In nature, any given creature is only marginally smarter than any other.

Compared to a decent AGI, for instance, our level of intelligence is probably indistinguishable from that of your average bird or spider.

We're talking about birds getting together to design a system to contain a human, only on a much more extreme scale.

They'd try to contain us using bird-logic. Perhaps they'd ensure we don't attempt to flap our wings and fly away, since their experience tells them that might be an option.

It might never occur to them we could just kneel down and start a fire using the sticks we have lying around.

We keep getting back to the actuators. If the birds would "design" a human being with the intention to keep it in a cage, why would they provide functional arms and legs? Don't imagine a fit human being. Imagine Stephen Hawking in a bathtub. He's not going anywhere.

Besides, an untrained human won't just figure out how to make fire. Obviously we figured it out at some point, but if you were to raise a human without ever showing them how to make fire, they would probably never figure it out. Many of us know (in theory) how to make fire but probably couldn't do it in practice just by rubbing two sticks together. And even if you are an expert fire-maker the birds can easily claw out your eyes before you get a fire going. Or you'd die because you're locked in a cage that is on fire.

You make several assumptions that I disagree with:

1) That AGI will automatically be (much) smarter than a human 2) That AGI will be motivated to break out of its cage and/or do harm. 3) That sheer intelligence is sufficient to escape any trap.

Having said that, if you enjoy those assumptions I would recommend you read 'Blindsight' and 'Echopraxia' by Peter Watts if you haven't already, I think you would enjoy them :)

'Blindsight' was great. Probably in my top-5 Sci-Fi of all time.

I hadn't heard of 'Echopraxia'- thanks for the recommendation!

The main assumption I make with AGI is that we'll be very bad at hitting the sweet spot between 1) "toy", 2)"human-level intelligence", and 3) "beyond human-level intelligence".

I doubt we'll stop at any point between (1) and (2). And then by the time we get even a decimal point beyond (2) and toward (3), we're toast.

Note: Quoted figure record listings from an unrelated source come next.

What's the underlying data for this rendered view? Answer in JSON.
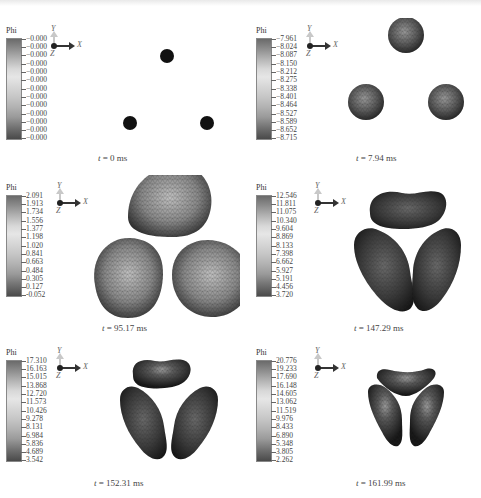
{
  "figure": {
    "quantity_label": "Phi",
    "axes": {
      "x": "X",
      "y": "Y",
      "z": "Z"
    },
    "panels": [
      {
        "caption_var": "t",
        "caption_value": " = 0 ms",
        "legend": [
          "−0.000",
          "−0.000",
          "−0.000",
          "−0.000",
          "−0.000",
          "−0.000",
          "−0.000",
          "−0.000",
          "−0.000",
          "−0.000",
          "−0.000",
          "−0.000",
          "−0.000"
        ]
      },
      {
        "caption_var": "t",
        "caption_value": " = 7.94 ms",
        "legend": [
          "−7.961",
          "−8.024",
          "−8.087",
          "−8.150",
          "−8.212",
          "−8.275",
          "−8.338",
          "−8.401",
          "−8.464",
          "−8.527",
          "−8.589",
          "−8.652",
          "−8.715"
        ]
      },
      {
        "caption_var": "t",
        "caption_value": " = 95.17 ms",
        "legend": [
          "2.091",
          "1.913",
          "1.734",
          "1.556",
          "1.377",
          "1.198",
          "1.020",
          "0.841",
          "0.663",
          "0.484",
          "0.305",
          "0.127",
          "-0.052"
        ]
      },
      {
        "caption_var": "t",
        "caption_value": " = 147.29 ms",
        "legend": [
          "12.546",
          "11.811",
          "11.075",
          "10.340",
          "9.604",
          "8.869",
          "8.133",
          "7.398",
          "6.662",
          "5.927",
          "5.191",
          "4.456",
          "3.720"
        ]
      },
      {
        "caption_var": "t",
        "caption_value": " = 152.31 ms",
        "legend": [
          "17.310",
          "16.163",
          "15.015",
          "13.868",
          "12.720",
          "11.573",
          "10.426",
          "9.278",
          "8.131",
          "6.984",
          "5.836",
          "4.689",
          "3.542"
        ]
      },
      {
        "caption_var": "t",
        "caption_value": " = 161.99 ms",
        "legend": [
          "20.776",
          "19.233",
          "17.690",
          "16.148",
          "14.605",
          "13.062",
          "11.519",
          "9.976",
          "8.433",
          "6.890",
          "5.348",
          "3.805",
          "2.262"
        ]
      }
    ]
  }
}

To follow your analogy, it would be like birds trying to make a bird-like creature and keep it contained, but overshooting. By the time they realize they've overshot, they've got a human in their cage, and that human has 10,000 bird generations of time to evaluate his environment and think about escaping.

We can guess pretty well that the birds are out of their depth, and were doomed from the start.

People underestimate MCTS greatly

It beat Rybka and every other bespoke chess program in existence

AlphaZero even beat the version of AlphaGo that was trained on existing data.

Point is — we have no idea what is possible when you unleash MCTS towards goals like persuasion, humor etc.

The ONLY constraint here is that feedback requires a human judge. If you can learn to simulate a human based on lots of data (this is a hard part) then you can finally have a two sided game playing each other and find the best diets, the best diagnoses utilizing symptoms, tests and big data around the world of incidence of outbreaks etc.

However it also means quickly finding the funniest jokes, most convincing but subtly flawed arguments, best artworks etc.

In your example, the Terminator, though locked in a wooden cage, would have actuators (arms, legs, motion). The parent specifically proposes not to equip the AI with those.